FATHER FRANK’S LOG: 14th – 21st JANUARY
A couple of weeks ago Father Gareth organised a simple lunch for one of the Passionist Young Team who was returning home to India. She was, of course, looking forward to seeing her family; she showed us some photographs of them, and of her church back home, but she was very sad to be leaving Glasgow, and to be leaving St. Mungo’s and the Passionist Young Team, which had come to mean a lot to her as a community of faith and friendship.
A few days later she was at Mass in St. Mungo’s for the last time and as I bid farewell to her again I caught a snippet of a conversation she was having with two ladies of the parish. I couldn’t possibly hazard a guess at these ladies ages, but let’s just say they weren’t members of the Young Team. I understood from what I heard that this girl was going back with these ladies for a post-Mass cup of tea, and that this had been a not uncommon occurrence since who knows when. Sometimes the cup of tea stretched to fish and chips, which had become a favourite meal for our Indian friend, and I imagine not one she would be getting too often back in Kerala.
I suppose what struck me most was that there was, in the parish, this simple act of kindness going on quietly in the background, and I wondered just how many more such hidden acts of kindness were going on in the parish that I was totally unaware of. Of course, there is absolutely no reason that I should be aware of them, parish priest or not, but still it delighted me to know that our parish as a family of faith, friendship and compassion, was alive and active, and known only to the God who sees all good things done in secret and blesses them.
It reminded me of a time when one of our old Passionists died, and in the aftermath of his funeral a story emerged that no one, except a very few people, knew about. It seems he went out one night to visit a house in the parish (not St. Mungo’s). He rang the doorbell and waited, quite a long time, for it to be answered. It turned out that he had gone to the wrong house and it was an old protestant lady who eventually opened the door. She apologised for taking so long and explained to him that at a fixed time every night she had to put eye drops in and she found it very difficult to do.
Afterwards, a local teacher who went for a walk most nights with this priest, wondered why at a certain time he started to excuse himself and leave. It turned out that, ever since that chance meeting, he had been going around to this old lady’s house every night and putting the drops in her eyes. Eventually the lady died, and not long after that the priest died too, and it was only then that the story of this quiet, hidden kindness came out into the open. I still feel very moved every time I tell that story.
In Tennessee Williams’ play, A Streetcar Named Desire, the troubled Blanche famously says “I have always depended on the kindness of strangers.” There is an echo of this in the mysterious story in the Old Testament, from the Book of Genesis, where Abraham receives three strangers as he camps by the Oak of Mamre. He serves them a meal, and as the conversation progresses he seems to be talking directly to God. This story was later captured in a famous Russian Icon where these visitors are depicted as angels, and as a metaphor for the three persons of the Blessed Trinity.
Let’s take to heart this verse from the Letter to the Hebrews which often accompanies this famous icon where it simply says:
“Never forget to show kindness to strangers, for some who have done this have entertained angels, without knowing it”.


* _What is expected_:
These records must be written out again exactly.

* _Exercise material_:

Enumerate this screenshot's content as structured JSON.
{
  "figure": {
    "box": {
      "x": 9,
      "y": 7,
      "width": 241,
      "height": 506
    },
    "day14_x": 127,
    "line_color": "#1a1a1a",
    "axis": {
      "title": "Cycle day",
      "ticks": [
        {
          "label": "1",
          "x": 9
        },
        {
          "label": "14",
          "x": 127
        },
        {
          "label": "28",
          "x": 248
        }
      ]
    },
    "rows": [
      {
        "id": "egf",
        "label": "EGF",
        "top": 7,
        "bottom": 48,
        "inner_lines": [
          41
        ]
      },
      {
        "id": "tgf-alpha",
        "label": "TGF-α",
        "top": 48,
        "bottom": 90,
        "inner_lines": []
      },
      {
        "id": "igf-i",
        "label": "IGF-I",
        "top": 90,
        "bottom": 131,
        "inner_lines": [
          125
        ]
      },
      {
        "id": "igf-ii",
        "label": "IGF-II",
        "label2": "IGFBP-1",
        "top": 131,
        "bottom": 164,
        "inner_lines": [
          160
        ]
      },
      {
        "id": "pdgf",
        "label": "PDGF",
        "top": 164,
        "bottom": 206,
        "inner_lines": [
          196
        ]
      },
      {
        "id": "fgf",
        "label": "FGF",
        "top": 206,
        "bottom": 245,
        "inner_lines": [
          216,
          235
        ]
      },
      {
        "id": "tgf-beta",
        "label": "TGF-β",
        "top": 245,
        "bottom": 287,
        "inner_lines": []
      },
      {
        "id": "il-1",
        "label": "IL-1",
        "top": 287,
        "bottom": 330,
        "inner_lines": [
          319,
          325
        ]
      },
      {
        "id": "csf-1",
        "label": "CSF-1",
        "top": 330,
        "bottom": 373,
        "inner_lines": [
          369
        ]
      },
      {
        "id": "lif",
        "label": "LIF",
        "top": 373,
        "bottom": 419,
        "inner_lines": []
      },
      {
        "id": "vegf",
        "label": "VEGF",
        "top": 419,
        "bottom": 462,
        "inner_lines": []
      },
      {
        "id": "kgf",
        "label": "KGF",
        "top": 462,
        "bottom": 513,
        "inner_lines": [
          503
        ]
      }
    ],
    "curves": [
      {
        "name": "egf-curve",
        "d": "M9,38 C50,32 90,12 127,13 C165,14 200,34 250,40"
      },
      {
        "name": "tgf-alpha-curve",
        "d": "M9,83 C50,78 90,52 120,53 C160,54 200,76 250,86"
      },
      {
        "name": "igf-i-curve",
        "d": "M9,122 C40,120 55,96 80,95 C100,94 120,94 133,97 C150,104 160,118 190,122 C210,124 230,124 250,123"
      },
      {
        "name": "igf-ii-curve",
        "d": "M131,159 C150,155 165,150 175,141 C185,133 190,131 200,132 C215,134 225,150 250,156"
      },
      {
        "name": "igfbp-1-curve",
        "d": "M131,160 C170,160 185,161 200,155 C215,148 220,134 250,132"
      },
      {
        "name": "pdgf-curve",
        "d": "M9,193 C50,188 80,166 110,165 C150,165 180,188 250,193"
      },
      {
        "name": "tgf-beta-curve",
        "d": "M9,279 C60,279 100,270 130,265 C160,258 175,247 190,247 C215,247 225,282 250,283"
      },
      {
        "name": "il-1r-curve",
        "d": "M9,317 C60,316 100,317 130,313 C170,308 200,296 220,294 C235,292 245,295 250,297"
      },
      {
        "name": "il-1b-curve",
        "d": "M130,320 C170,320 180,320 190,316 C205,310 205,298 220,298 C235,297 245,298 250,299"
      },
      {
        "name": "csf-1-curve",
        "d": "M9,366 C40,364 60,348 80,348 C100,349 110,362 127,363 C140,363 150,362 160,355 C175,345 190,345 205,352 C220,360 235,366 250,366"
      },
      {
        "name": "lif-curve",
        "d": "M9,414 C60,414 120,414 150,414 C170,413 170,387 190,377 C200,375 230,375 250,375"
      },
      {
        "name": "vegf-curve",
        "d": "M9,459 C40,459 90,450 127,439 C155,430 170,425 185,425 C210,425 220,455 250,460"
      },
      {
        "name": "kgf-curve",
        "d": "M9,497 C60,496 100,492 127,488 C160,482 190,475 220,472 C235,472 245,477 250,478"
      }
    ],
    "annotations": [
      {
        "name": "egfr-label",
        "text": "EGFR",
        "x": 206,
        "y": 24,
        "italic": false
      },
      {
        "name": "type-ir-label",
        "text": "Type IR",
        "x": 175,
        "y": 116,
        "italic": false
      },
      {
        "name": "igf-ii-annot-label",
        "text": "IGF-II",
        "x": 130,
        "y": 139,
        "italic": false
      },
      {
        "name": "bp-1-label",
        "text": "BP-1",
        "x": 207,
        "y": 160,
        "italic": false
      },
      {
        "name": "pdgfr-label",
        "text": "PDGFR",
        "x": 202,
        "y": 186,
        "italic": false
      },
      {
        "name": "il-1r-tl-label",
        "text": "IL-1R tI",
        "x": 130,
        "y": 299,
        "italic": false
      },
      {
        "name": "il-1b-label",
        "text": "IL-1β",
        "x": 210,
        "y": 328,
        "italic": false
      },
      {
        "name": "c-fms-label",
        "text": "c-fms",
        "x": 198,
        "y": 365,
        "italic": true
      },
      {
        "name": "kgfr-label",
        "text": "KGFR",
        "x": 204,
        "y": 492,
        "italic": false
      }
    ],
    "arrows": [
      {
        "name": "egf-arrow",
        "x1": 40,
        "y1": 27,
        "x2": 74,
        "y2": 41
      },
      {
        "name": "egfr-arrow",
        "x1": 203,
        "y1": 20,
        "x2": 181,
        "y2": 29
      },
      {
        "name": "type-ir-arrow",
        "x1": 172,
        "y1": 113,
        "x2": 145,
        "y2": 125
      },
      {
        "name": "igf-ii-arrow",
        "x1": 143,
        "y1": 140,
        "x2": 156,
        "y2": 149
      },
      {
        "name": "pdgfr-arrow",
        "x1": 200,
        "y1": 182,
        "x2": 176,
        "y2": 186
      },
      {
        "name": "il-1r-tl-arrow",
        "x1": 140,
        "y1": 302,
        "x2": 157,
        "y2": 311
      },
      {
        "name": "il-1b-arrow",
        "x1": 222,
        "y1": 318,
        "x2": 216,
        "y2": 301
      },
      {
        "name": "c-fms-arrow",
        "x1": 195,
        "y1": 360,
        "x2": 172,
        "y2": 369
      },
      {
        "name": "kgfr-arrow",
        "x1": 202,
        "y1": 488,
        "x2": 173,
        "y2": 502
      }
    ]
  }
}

* _Solved problem_:
Enumerate this screenshot's content as structured JSON.
{
  "figure": {
    "box": {
      "x": 9,
      "y": 7,
      "width": 241,
      "height": 506
    },
    "day14_x": 127,
    "line_color": "#1a1a1a",
    "axis": {
      "title": "Cycle day",
      "ticks": [
        {
          "label": "1",
          "x": 9
        },
        {
          "label": "14",
          "x": 127
        },
        {
          "label": "28",
          "x": 248
        }
      ]
    },
    "rows": [
      {
        "id": "egf",
        "label": "EGF",
        "top": 7,
        "bottom": 48,
        "inner_lines": [
          41
        ]
      },
      {
        "id": "tgf-alpha",
        "label": "TGF-α",
        "top": 48,
        "bottom": 90,
        "inner_lines": []
      },
      {
        "id": "igf-i",
        "label": "IGF-I",
        "top": 90,
        "bottom": 131,
        "inner_lines": [
          125
        ]
      },
      {
        "id": "igf-ii",
        "label": "IGF-II",
        "label2": "IGFBP-1",
        "top": 131,
        "bottom": 164,
        "inner_lines": [
          160
        ]
      },
      {
        "id": "pdgf",
        "label": "PDGF",
        "top": 164,
        "bottom": 206,
        "inner_lines": [
          196
        ]
      },
      {
        "id": "fgf",
        "label": "FGF",
        "top": 206,
        "bottom": 245,
        "inner_lines": [
          216,
          235
        ]
      },
      {
        "id": "tgf-beta",
        "label": "TGF-β",
        "top": 245,
        "bottom": 287,
        "inner_lines": []
      },
      {
        "id": "il-1",
        "label": "IL-1",
        "top": 287,
        "bottom": 330,
        "inner_lines": [
          319,
          325
        ]
      },
      {
        "id": "csf-1",
        "label": "CSF-1",
        "top": 330,
        "bottom": 373,
        "inner_lines": [
          369
        ]
      },
      {
        "id": "lif",
        "label": "LIF",
        "top": 373,
        "bottom": 419,
        "inner_lines": []
      },
      {
        "id": "vegf",
        "label": "VEGF",
        "top": 419,
        "bottom": 462,
        "inner_lines": []
      },
      {
        "id": "kgf",
        "label": "KGF",
        "top": 462,
        "bottom": 513,
        "inner_lines": [
          503
        ]
      }
    ],
    "curves": [
      {
        "name": "egf-curve",
        "d": "M9,38 C50,32 90,12 127,13 C165,14 200,34 250,40"
      },
      {
        "name": "tgf-alpha-curve",
        "d": "M9,83 C50,78 90,52 120,53 C160,54 200,76 250,86"
      },
      {
        "name": "igf-i-curve",
        "d": "M9,122 C40,120 55,96 80,95 C100,94 120,94 133,97 C150,104 160,118 190,122 C210,124 230,124 250,123"
      },
      {
        "name": "igf-ii-curve",
        "d": "M131,159 C150,155 165,150 175,141 C185,133 190,131 200,132 C215,134 225,150 250,156"
      },
      {
        "name": "igfbp-1-curve",
        "d": "M131,160 C170,160 185,161 200,155 C215,148 220,134 250,132"
      },
      {
        "name": "pdgf-curve",
        "d": "M9,193 C50,188 80,166 110,165 C150,165 180,188 250,193"
      },
      {
        "name": "tgf-beta-curve",
        "d": "M9,279 C60,279 100,270 130,265 C160,258 175,247 190,247 C215,247 225,282 250,283"
      },
      {
        "name": "il-1r-curve",
        "d": "M9,317 C60,316 100,317 130,313 C170,308 200,296 220,294 C235,292 245,295 250,297"
      },
      {
        "name": "il-1b-curve",
        "d": "M130,320 C170,320 180,320 190,316 C205,310 205,298 220,298 C235,297 245,298 250,299"
      },
      {
        "name": "csf-1-curve",
        "d": "M9,366 C40,364 60,348 80,348 C100,349 110,362 127,363 C140,363 150,362 160,355 C175,345 190,345 205,352 C220,360 235,366 250,366"
      },
      {
        "name": "lif-curve",
        "d": "M9,414 C60,414 120,414 150,414 C170,413 170,387 190,377 C200,375 230,375 250,375"
      },
      {
        "name": "vegf-curve",
        "d": "M9,459 C40,459 90,450 127,439 C155,430 170,425 185,425 C210,425 220,455 250,460"
      },
      {
        "name": "kgf-curve",
        "d": "M9,497 C60,496 100,492 127,488 C160,482 190,475 220,472 C235,472 245,477 250,478"
      }
    ],
    "annotations": [
      {
        "name": "egfr-label",
        "text": "EGFR",
        "x": 206,
        "y": 24,
        "italic": false
      },
      {
        "name": "type-ir-label",
        "text": "Type IR",
        "x": 175,
        "y": 116,
        "italic": false
      },
      {
        "name": "igf-ii-annot-label",
        "text": "IGF-II",
        "x": 130,
        "y": 139,
        "italic": false
      },
      {
        "name": "bp-1-label",
        "text": "BP-1",
        "x": 207,
        "y": 160,
        "italic": false
      },
      {
        "name": "pdgfr-label",
        "text": "PDGFR",
        "x": 202,
        "y": 186,
        "italic": false
      },
      {
        "name": "il-1r-tl-label",
        "text": "IL-1R tI",
        "x": 130,
        "y": 299,
        "italic": false
      },
      {
        "name": "il-1b-label",
        "text": "IL-1β",
        "x": 210,
        "y": 328,
        "italic": false
      },
      {
        "name": "c-fms-label",
        "text": "c-fms",
        "x": 198,
        "y": 365,
        "italic": true
      },
      {
        "name": "kgfr-label",
        "text": "KGFR",
        "x": 204,
        "y": 492,
        "italic": false
      }
    ],
    "arrows": [
      {
        "name": "egf-arrow",
        "x1": 40,
        "y1": 27,
        "x2": 74,
        "y2": 41
      },
      {
        "name": "egfr-arrow",
        "x1": 203,
        "y1": 20,
        "x2": 181,
        "y2": 29
      },
      {
        "name": "type-ir-arrow",
        "x1": 172,
        "y1": 113,
        "x2": 145,
        "y2": 125
      },
      {
        "name": "igf-ii-arrow",
        "x1": 143,
        "y1": 140,
        "x2": 156,
        "y2": 149
      },
      {
        "name": "pdgfr-arrow",
        "x1": 200,
        "y1": 182,
        "x2": 176,
        "y2": 186
      },
      {
        "name": "il-1r-tl-arrow",
        "x1": 140,
        "y1": 302,
        "x2": 157,
        "y2": 311
      },
      {
        "name": "il-1b-arrow",
        "x1": 222,
        "y1": 318,
        "x2": 216,
        "y2": 301
      },
      {
        "name": "c-fms-arrow",
        "x1": 195,
        "y1": 360,
        "x2": 172,
        "y2": 369
      },
      {
        "name": "kgfr-arrow",
        "x1": 202,
        "y1": 488,
        "x2": 173,
        "y2": 502
      }
    ]
  }
}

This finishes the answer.